Moneybox

Joe Kernen, Cultural Taste-Maker

The Wall Street Journal today includes a front-page story on the “stealth” marketing of the film Crouching Tiger, Hidden Dragon (reviewed by Slate’s David Edelstein here). Some of what is revealed in the story is a little short of surprising. For instance, to drum up interest before the Sony Pictures release, the company hired, get this, “a New York-based movie publicist.” How stealthy can you get, eh?

Anyway, we also learn that Sony recruited a 13-year-old to play up the film on his Web site. And that Crouching Tiger did well on the film festival circuit. And that the publicist helped screen the film for lots of “taste-makers,” including Jay Chiat, Naomi Wolf, members of the Wu-Tang Clan, and … Joe Kernen.

OK, I’m surprised.
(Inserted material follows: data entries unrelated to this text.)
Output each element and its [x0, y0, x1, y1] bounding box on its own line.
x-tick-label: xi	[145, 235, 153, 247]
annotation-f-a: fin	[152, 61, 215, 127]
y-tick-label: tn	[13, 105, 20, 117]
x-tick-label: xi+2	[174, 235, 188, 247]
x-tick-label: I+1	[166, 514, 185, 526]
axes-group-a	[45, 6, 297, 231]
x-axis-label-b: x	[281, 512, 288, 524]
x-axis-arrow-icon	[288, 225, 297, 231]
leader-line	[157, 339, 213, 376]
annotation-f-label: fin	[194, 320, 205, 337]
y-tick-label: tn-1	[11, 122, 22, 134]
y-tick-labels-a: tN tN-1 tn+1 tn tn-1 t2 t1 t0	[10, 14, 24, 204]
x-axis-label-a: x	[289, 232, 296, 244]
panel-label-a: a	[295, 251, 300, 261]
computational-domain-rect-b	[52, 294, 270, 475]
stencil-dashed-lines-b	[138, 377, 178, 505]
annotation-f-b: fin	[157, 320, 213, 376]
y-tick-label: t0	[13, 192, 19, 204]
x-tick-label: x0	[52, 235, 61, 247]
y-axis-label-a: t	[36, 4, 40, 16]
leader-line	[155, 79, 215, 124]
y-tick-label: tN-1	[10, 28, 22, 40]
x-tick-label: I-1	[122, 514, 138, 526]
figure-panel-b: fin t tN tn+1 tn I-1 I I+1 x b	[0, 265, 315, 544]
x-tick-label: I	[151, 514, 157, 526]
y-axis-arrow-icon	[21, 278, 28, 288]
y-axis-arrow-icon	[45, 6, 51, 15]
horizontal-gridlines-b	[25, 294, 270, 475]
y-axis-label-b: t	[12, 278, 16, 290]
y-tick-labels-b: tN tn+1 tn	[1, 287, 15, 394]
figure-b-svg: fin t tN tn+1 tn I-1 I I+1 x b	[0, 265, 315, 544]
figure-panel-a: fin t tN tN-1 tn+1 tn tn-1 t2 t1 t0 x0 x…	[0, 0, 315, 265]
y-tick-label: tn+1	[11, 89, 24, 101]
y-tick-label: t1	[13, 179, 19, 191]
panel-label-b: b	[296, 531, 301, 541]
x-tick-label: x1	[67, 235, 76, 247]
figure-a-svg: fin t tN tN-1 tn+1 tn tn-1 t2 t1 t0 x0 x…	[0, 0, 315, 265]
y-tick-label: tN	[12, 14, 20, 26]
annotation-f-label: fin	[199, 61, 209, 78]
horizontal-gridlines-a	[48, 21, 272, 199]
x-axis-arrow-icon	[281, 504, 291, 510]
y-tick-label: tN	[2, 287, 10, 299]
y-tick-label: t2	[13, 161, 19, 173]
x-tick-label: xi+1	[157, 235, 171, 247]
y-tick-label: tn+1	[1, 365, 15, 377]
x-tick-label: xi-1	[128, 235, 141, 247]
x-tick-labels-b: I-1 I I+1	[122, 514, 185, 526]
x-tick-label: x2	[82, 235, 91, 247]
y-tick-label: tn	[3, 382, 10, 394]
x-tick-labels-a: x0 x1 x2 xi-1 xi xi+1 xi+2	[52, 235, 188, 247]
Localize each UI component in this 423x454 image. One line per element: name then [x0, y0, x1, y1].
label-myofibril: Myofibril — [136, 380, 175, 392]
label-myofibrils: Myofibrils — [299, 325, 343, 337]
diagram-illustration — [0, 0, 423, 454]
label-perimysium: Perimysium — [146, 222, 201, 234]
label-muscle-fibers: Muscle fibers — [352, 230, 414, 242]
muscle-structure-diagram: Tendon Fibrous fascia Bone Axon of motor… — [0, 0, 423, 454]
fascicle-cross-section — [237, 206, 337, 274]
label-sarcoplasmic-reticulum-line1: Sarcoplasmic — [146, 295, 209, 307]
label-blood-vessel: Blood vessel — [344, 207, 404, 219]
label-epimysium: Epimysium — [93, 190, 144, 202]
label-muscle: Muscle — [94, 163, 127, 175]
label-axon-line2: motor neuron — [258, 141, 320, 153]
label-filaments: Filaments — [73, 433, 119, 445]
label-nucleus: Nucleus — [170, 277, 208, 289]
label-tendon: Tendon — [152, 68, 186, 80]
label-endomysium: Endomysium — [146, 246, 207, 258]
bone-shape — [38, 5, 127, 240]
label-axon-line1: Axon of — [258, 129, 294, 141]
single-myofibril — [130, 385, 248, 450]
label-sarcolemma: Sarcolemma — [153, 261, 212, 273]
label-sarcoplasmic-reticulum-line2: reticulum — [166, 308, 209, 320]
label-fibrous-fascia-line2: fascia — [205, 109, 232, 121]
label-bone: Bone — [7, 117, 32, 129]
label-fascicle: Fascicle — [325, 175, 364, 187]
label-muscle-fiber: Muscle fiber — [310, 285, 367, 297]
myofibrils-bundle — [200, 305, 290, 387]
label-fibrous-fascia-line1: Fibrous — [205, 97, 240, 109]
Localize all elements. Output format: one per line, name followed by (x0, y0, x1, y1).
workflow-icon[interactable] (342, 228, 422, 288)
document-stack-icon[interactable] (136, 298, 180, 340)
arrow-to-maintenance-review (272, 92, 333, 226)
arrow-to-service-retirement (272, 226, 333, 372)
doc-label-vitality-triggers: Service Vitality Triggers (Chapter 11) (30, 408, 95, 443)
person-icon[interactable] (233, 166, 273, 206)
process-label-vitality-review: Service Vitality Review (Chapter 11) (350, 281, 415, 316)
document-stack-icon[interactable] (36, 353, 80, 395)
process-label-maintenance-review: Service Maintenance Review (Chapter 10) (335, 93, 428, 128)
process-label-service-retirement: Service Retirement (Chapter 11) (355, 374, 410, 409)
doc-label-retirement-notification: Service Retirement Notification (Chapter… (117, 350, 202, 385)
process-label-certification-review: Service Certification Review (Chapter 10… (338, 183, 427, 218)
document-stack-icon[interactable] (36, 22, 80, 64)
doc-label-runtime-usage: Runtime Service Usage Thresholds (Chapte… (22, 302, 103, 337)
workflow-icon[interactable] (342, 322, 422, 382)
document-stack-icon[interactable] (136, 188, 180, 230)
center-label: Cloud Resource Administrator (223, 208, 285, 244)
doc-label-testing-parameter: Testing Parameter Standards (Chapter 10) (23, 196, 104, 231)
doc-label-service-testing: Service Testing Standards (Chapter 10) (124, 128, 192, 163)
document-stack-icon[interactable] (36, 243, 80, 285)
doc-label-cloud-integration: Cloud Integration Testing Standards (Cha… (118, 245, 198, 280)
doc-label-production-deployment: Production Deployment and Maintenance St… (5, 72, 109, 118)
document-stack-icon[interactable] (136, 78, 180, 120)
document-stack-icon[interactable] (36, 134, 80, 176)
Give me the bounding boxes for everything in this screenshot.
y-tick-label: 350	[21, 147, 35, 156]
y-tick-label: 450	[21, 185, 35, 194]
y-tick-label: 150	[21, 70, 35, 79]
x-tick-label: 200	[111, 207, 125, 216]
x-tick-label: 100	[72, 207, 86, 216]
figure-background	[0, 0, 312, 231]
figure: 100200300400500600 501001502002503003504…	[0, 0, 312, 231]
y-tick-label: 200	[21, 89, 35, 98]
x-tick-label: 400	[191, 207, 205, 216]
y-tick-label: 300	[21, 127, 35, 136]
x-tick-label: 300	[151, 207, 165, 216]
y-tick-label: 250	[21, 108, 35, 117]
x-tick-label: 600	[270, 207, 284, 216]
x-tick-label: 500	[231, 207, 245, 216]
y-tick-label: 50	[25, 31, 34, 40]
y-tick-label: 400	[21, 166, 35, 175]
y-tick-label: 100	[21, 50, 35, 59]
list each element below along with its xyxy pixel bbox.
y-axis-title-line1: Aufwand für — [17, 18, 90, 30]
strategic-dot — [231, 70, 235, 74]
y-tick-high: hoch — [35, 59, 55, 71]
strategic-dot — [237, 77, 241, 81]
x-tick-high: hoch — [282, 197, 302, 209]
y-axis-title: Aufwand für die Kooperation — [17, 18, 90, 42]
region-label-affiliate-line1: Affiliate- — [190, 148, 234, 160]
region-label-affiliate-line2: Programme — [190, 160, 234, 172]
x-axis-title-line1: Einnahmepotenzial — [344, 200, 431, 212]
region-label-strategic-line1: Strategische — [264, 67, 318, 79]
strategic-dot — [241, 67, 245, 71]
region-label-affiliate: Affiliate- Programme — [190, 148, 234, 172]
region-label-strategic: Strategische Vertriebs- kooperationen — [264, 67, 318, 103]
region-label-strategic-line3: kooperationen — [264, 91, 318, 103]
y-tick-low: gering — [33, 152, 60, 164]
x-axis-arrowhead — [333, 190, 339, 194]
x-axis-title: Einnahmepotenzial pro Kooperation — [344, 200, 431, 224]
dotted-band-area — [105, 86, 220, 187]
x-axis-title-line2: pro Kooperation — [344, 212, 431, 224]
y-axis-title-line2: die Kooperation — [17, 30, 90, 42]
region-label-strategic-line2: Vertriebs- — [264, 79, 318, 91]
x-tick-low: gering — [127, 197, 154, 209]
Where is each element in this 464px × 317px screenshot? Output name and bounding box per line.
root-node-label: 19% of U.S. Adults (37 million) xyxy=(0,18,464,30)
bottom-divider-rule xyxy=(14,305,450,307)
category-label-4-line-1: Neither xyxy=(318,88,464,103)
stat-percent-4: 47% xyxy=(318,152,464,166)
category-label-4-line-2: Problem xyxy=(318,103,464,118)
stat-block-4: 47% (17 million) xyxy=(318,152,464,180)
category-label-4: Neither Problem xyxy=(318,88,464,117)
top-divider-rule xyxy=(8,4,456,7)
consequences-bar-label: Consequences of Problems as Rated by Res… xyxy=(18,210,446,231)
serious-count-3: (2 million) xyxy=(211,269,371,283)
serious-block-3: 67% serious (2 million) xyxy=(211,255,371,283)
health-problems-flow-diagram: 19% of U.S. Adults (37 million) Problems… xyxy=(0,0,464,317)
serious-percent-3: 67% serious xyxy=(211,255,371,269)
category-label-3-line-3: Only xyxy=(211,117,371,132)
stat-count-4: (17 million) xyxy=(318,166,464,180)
The CNBC Squawk Box co-host is an excellent stock commentator. And there’s something charming about the way his on-air partners Mark Haines and David Faber–who also screened the film–hassle “The Kahuna” about his lowbrow eating habits, which seem to revolve around Taco Bell. But does his opinion about a new film matter? Well, why not? People keep saying that the development of a kind of stock market culture in America has created a new class of celebrities, and if that’s so, then surely Kernen is one of them. So why not seek his endorsement? And once you drink that Kool-Aid (now there’s a product that could benefit from a money culture spokesperson–Jim Clark leaps to mind), the possibilities for, say, Maria Bartiromo’s endorsement career seem more or less unlimited.

No word in the Journal on what Haines or Faber thought, but Kernen pronounces the film “cool” and adds that he was not bothered by the subtitles.